Tuesday, July 07, 2009

Shooting in HD ruined Public Enemies

This is not a review but a complaint. I saw Public Enemies yesterday afternoon. Director Michael Mann chose to shoot the movie in HD and this was a catastrophic choice that distracted me, made me angry as I watched it and pretty much damaged the film beyond all repair.

Public Enemies at times, thanks to the HD, looked like watching a high priced TV show beamed up on the screen. If I wanted that kind of photography when I go to a theatre, I'd just skip paying and stay home and watch something on my TV. But even then it would probably look better than what Mann has done with his latest as I'm not sure he's even remotely aware how bad this looks. The HD in Public Enemies is too crisp, too plastic, too digital.

The film is set in the mid 1930s in the world of bank robbers, John Dillinger and Baby Face Nelson, and the early days of the FBI but by choosing to go the route of HD he has chosen to strip some of the nostalgia of that era. That's fine. I've got no problem with trying to play with our preconceived notions of how history should "appear" but does it then have to look like absolute garbage? The film just looks awful. The interiors are dark and look like crap with over/under saturated pixels blinking away. The clinical, over crispness of the HD is distracting and just comes off as a gimmicky, attention grabbing gesture by Mann.

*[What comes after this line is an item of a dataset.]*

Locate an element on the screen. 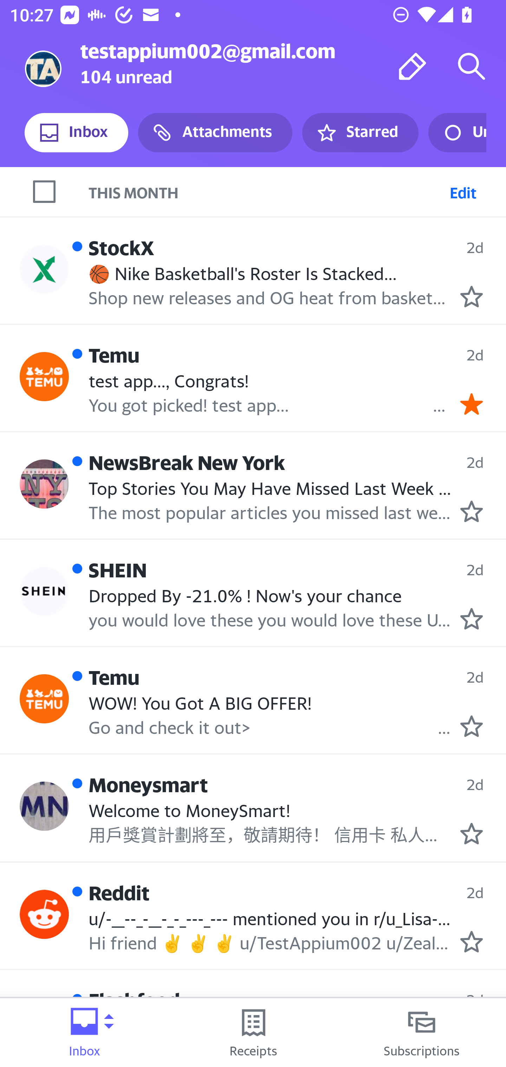 Image resolution: width=506 pixels, height=1067 pixels. Compose is located at coordinates (412, 66).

Public Enemies is the new poster child for digital v. film for me. Vern Snackwell mentioned to me how good Zodiac looked and that's true, when I saw Zodiac a couple of years ago I was surprised something filmed in HD could look so good--this is a major step back. While I wasn't completely enamored by the movie--shooting it in HD ruined it. Shooting this in film would have made it more inviting, more warm, more realistic and more pleasing to the eye. Nice job destroying your movie Michael Mann. Film wins again!

7 comments:

Brandon said...

Exactly!

Joshua Blevins Peck said...

Amen!

Vern Snackwell said...

badass post

Joshua Blevins Peck said...

Another amen!

Rumblefish said...

I haven't seen the movie yet, but it bugged me even during the trailer.

. said...

agree.

the texture of HD just ruins the movie.

it's not always looking the most detailed, or most "realistic" that matters; movies, like photography, paintings... are an art form

and texture matters.

Anonymous said...

thank you for posting this, i was wondering if there was something wrong with me, because comparing hd and high def to a video filmed in the 80s like the robo cup, or the predator or planet of the apes, i feel that HD high def filming ruins the the whole watching experience, nowadays movies are fast in scenes no time to relax and gather information. HD has basically turned a good movie into a TV show.

its 2012, and new movies look like reality shows.

we need to return to the ways movies in the 50s,60s,70s,80s,90s

were created with good old fashioned hardware.